Figure 2(a) Spatiotemporal development in the proportions of different Atlantic cod (Gadus morhua) populations in the historical West Greenland fishery (NAFO divisions from 1A to 1F): West Greenland offshore (green), West Greenland inshore (brown), Iceland offshore (dark yellow), Iceland inshore (red).The Greenland map and the small-scale world map have been drawn by S.B. using ArcGIS and R software respectively. (b) Estimated stock biomass composition of cod along West Greenland 1950–2012 (NAFO divisions 1A–1F). Biomass is estimated based on catch proportions (Supplementary Figure 1) and the biomass of 3+ years old cod in the stock.
Figure 3Climatic suitability for the Iceland offshore population linked to cod population structure in NAFO divisions.

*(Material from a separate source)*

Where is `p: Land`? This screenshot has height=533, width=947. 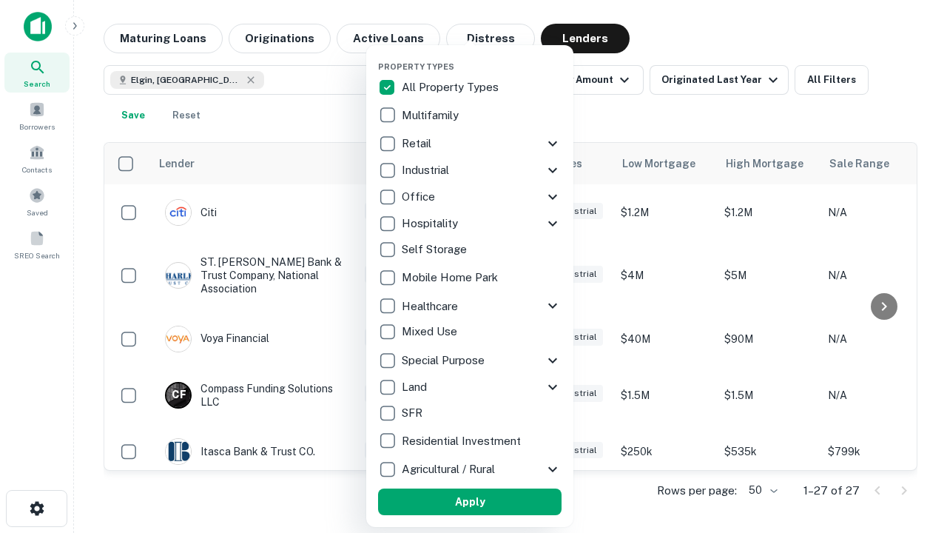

(a) Proportion of cod from the Iceland offshore population in a given NAFO division in relation to of least-cost path distance to nearest spawning areas weighted by suitability. (b) Proportion of cod from the Iceland offshore population as a function of the shortest sea distance to nearest spawning area. (c) Yearly averaged logarithm transformed random forest generated habitat suitability for Icelandic offshore cod along West-Greenland. Solid line is mean value from a regime shift detection analysis40 (cut-off: 5 years, significance level 0.1).